- _EXERCISE GOAL_:
Set down the records once more, please, exactly and with the pictures left out.

[Collected data]
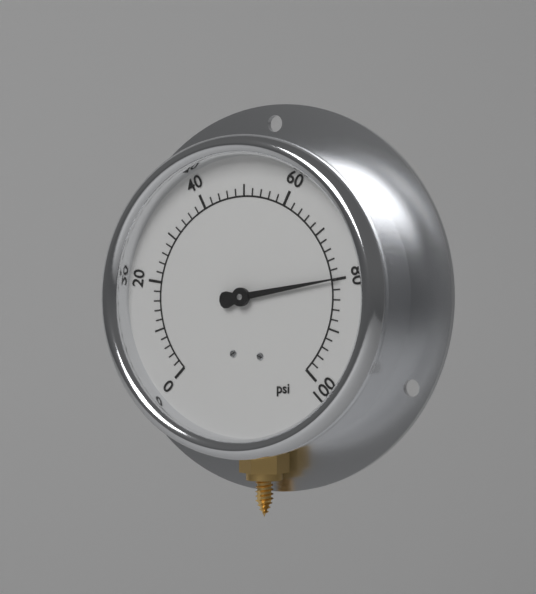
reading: 80 psi
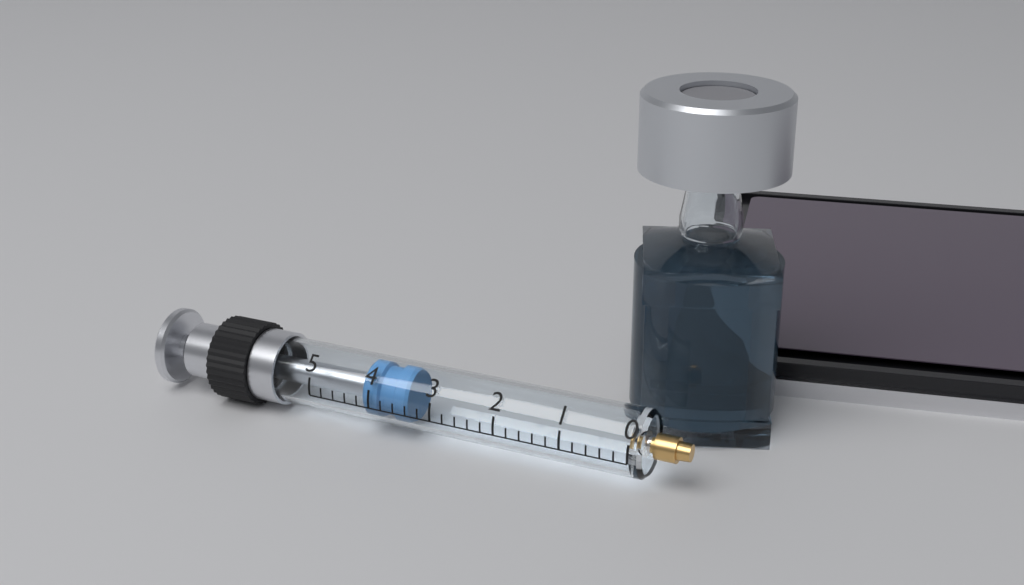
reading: 3.4 (no unit)
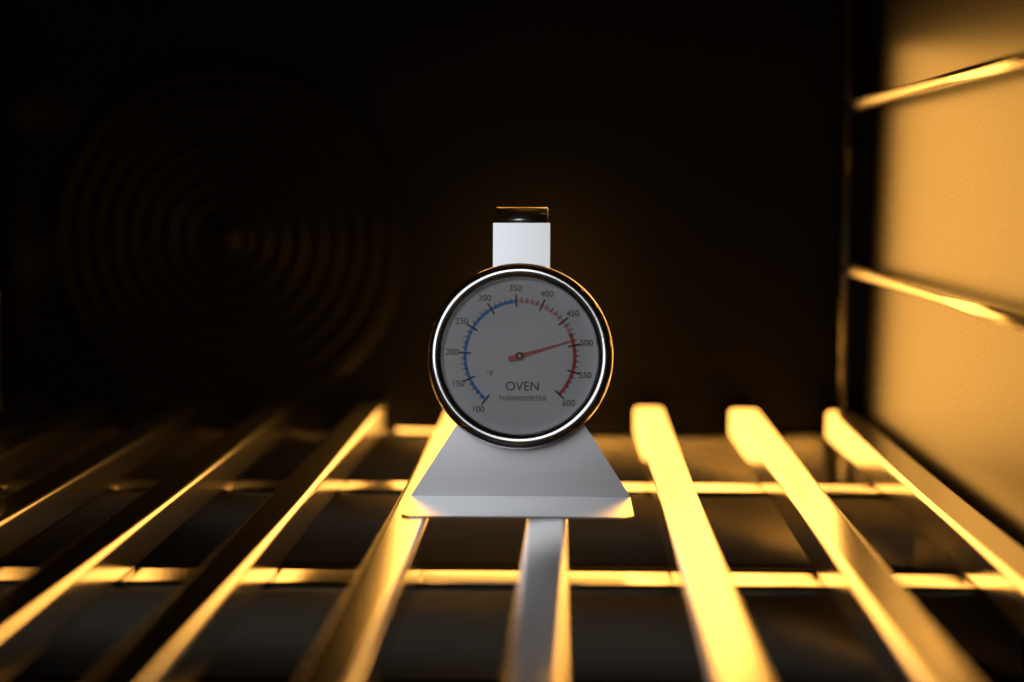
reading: 490 °F
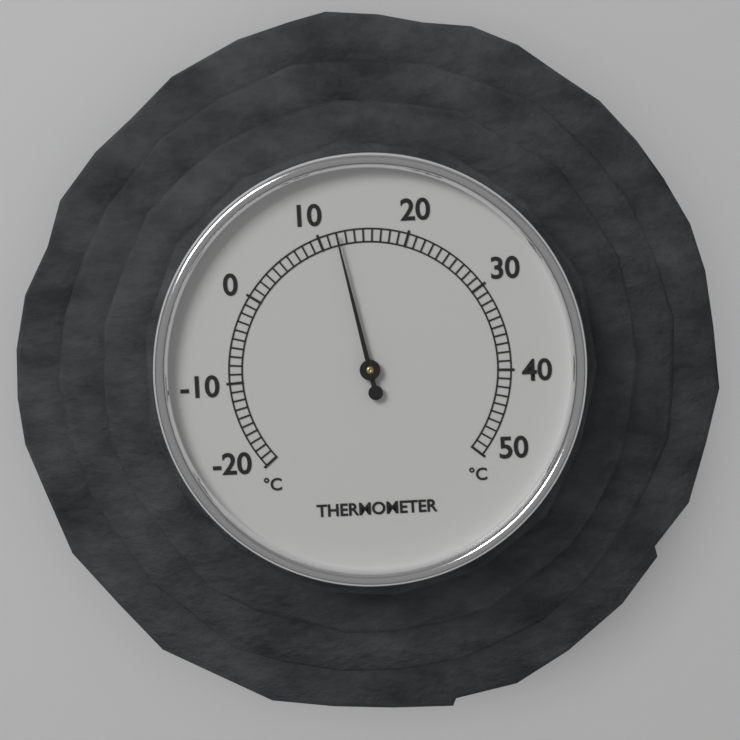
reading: 12 °C
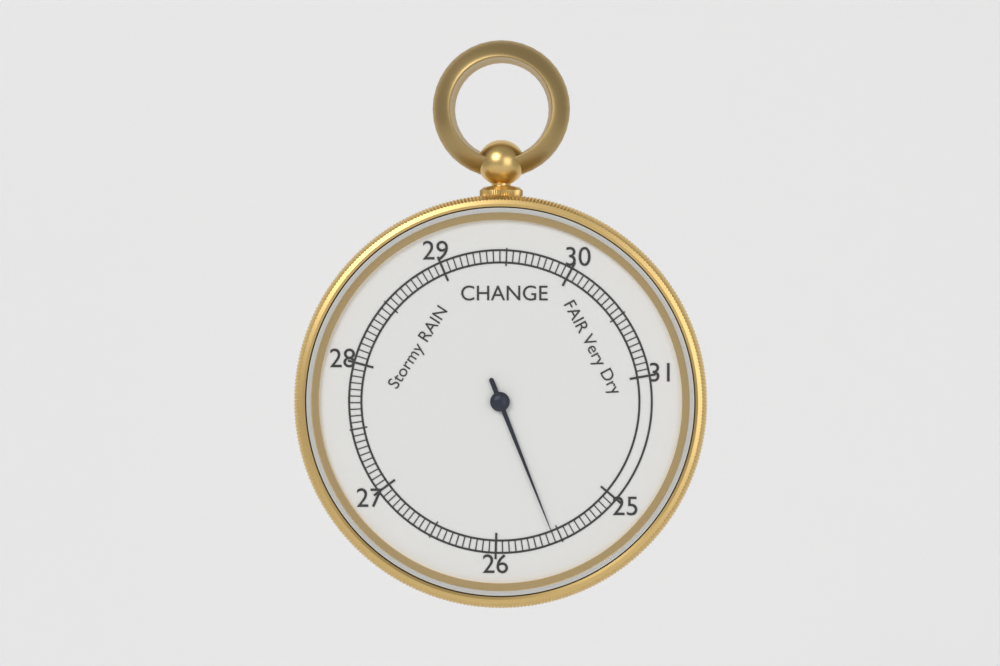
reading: 25.55 inHg
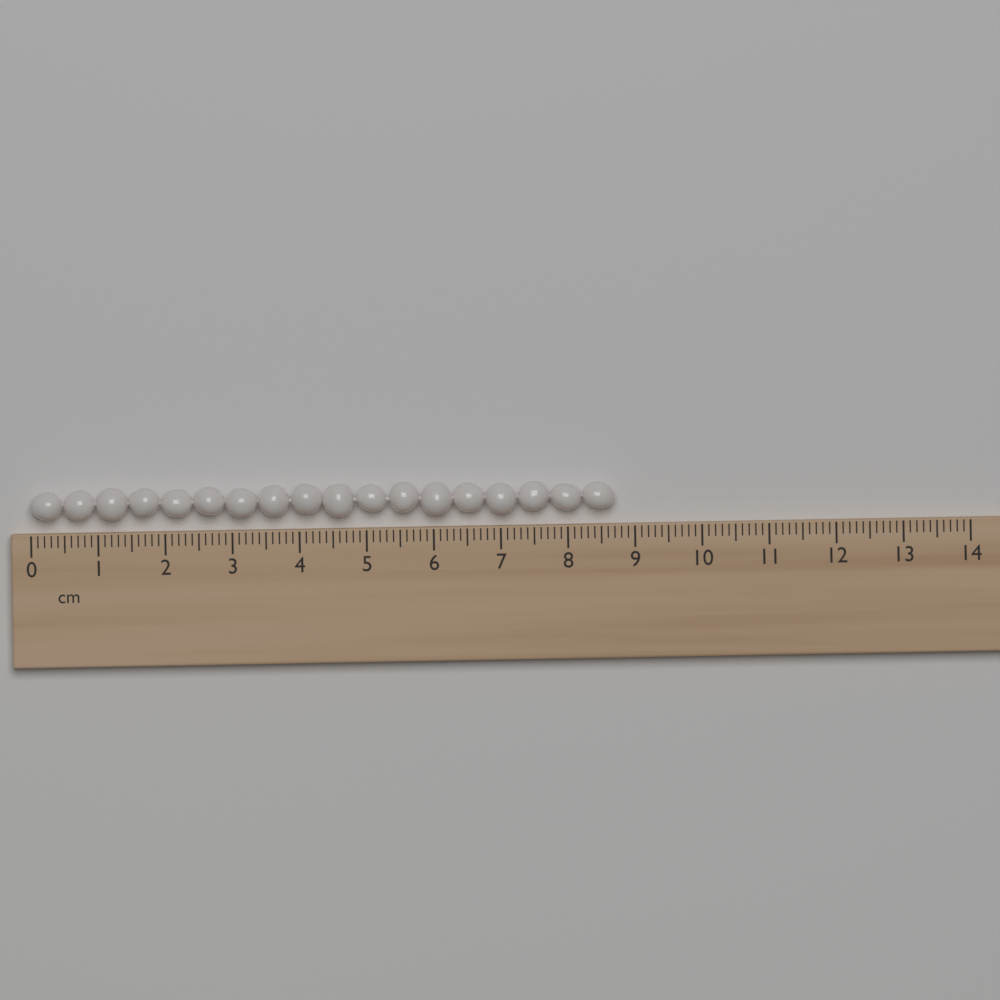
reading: 8.7 cm
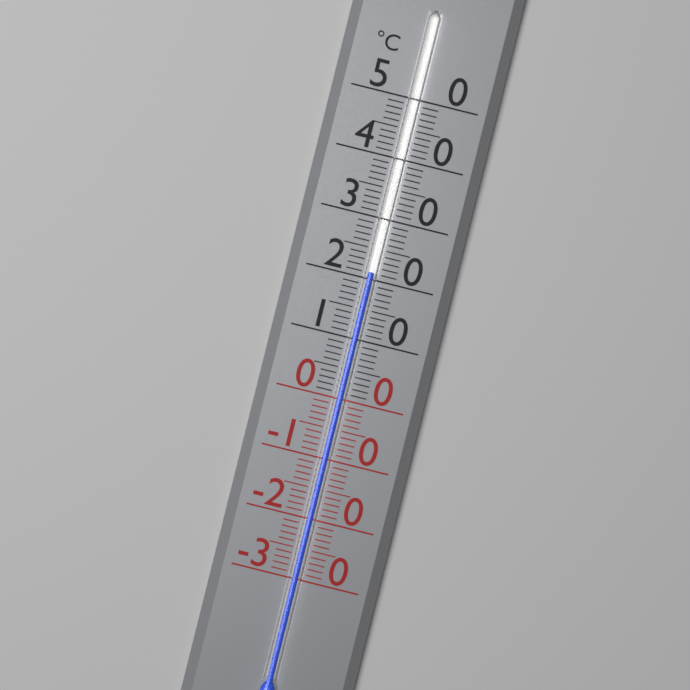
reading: 21 °C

- _SOLUTION TO THIS TASK_:
reading: 80 psi
reading: 3.4 (no unit)
reading: 490 °F
reading: 12 °C
reading: 25.55 inHg
reading: 8.7 cm
reading: 21 °C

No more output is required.